If your parent decides to move forward, insist on reading the full contract, not the glossy sales brochure. The contract explains surrender charges, fees, riders, and conditions. Have an advisor or attorney translate it. Ask the insurance company for a detailed illustration showing what happens year by year: fees deducted, account balance projections, and income payments. Ask specifically what happens if your parent needs money for care, becomes disabled, or dies.
Confirm the insurance company's financial strength through AM Best ratings. A company rated B+ or higher is generally sound. A lower rating means more risk that the company may not be able to honor its promises decades from now.
If your parent already bought an annuity they regret, there may be options. Some annuities can be exchanged for other products tax-free under Section 1035 of the tax code. Some have free look periods that may still be active. If your parent believes they were sold something inappropriate, a securities attorney can evaluate whether there are grounds to challenge the sale. The state insurance commissioner's office also accepts complaints about improper annuity sales.
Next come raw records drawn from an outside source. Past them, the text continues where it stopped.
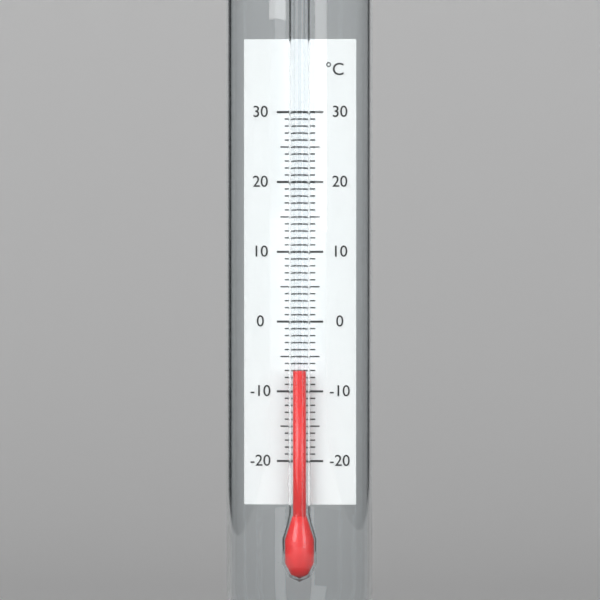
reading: -7 °C
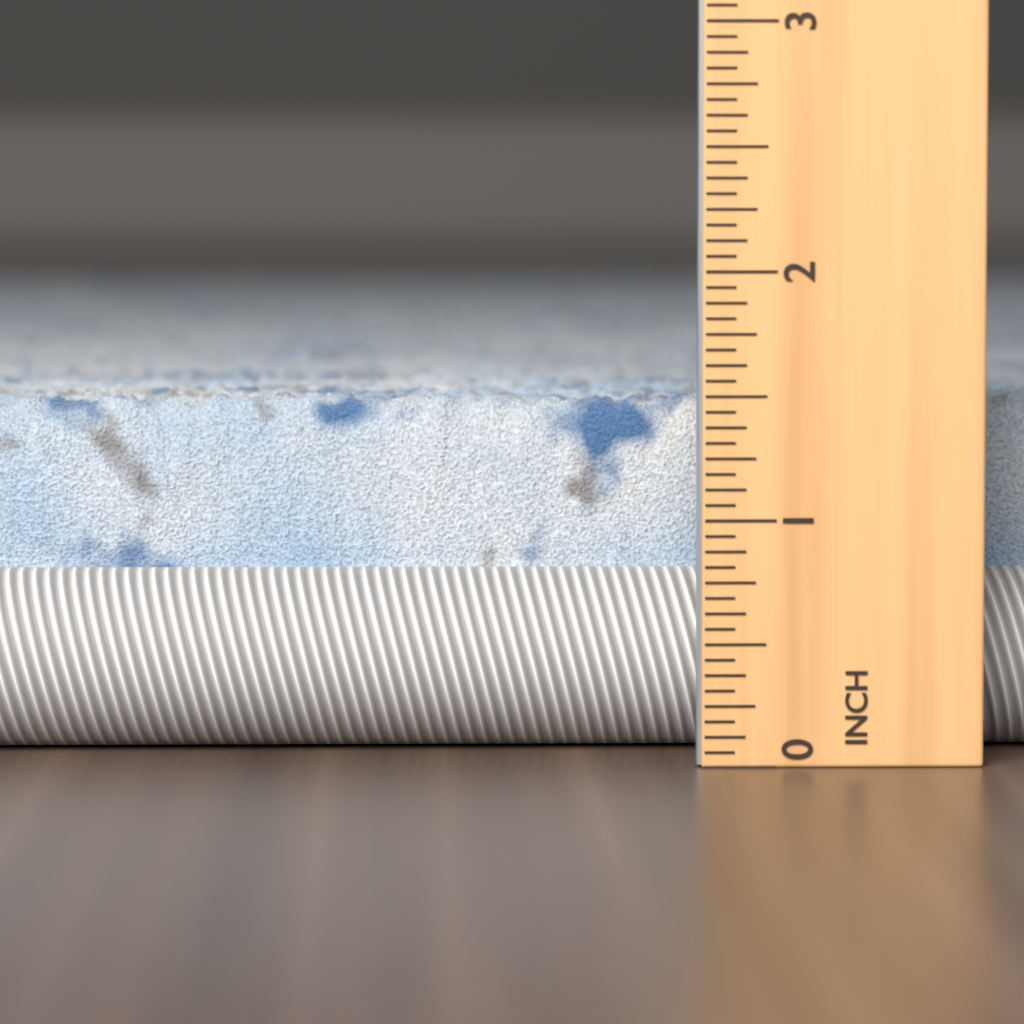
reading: 1.5000 in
If your parent already owns an annuity and you are just discovering it, track down the contract and understand what it is. Get the current surrender value, understand the fees, and know what payments your parent is receiving. Some older annuities are good contracts that made sense when purchased. Some are problematic. Knowing what you have is the first step to deciding what to do next.
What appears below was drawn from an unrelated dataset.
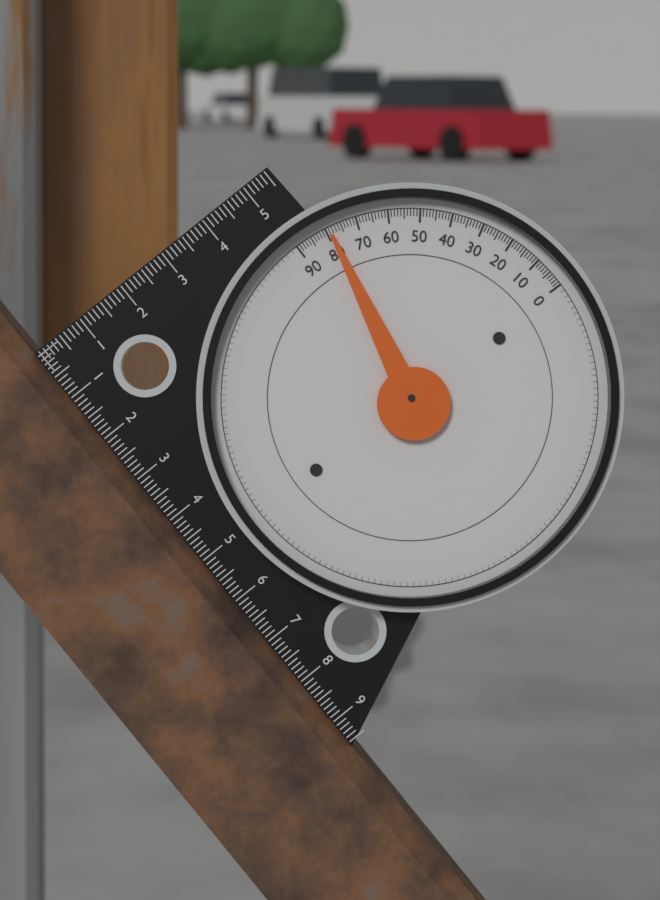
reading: 79 (no unit)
Frequently Asked Questions
Are annuities a scam?
No. Annuities are legitimate insurance products that serve a real purpose for people who need guaranteed income they cannot outlive. The problems arise when annuities are sold to people who do not need them, when the costs are not clearly explained, or when the product does not match the buyer's actual situation. The product is not inherently bad. The sales process sometimes is.
What happens to the annuity money if my parent dies early?
It depends on the contract. With a life-only annuity, the insurance company keeps any remaining balance when your parent dies. With a period-certain option, payments continue to a beneficiary for a guaranteed number of years. With a joint and survivor annuity, payments continue to the surviving spouse. The choice affects both the monthly payment amount and what happens to the money after death.
Can my parent get their money back from an annuity?
During the surrender period, which typically lasts 5 to 10 years, your parent can withdraw money but will pay surrender charges that often start at 7% or more and decrease over time. After the surrender period ends, withdrawals are usually penalty-free. Some contracts allow annual withdrawals of up to 10% without penalties even during the surrender period.
Should my parent buy an annuity if they might need nursing home care?
Generally, committing large amounts to an annuity when nursing home care is a near-term possibility is risky because the money becomes illiquid. If your parent has a strong likelihood of needing care within a few years, keeping assets liquid provides more flexibility. Some Medicaid-compliant annuities exist, but they are specialized products that require guidance from an elder law attorney.
How do I tell if the person selling the annuity is trustworthy?
Ask whether they are a fiduciary, legally required to put your parent's interests first. Ask about their commission on the sale. Check their background through FINRA BrokerCheck or the SEC's Investment Adviser Public Disclosure database. If they resist answering these questions or pressure your parent to decide quickly, those are serious warning signs.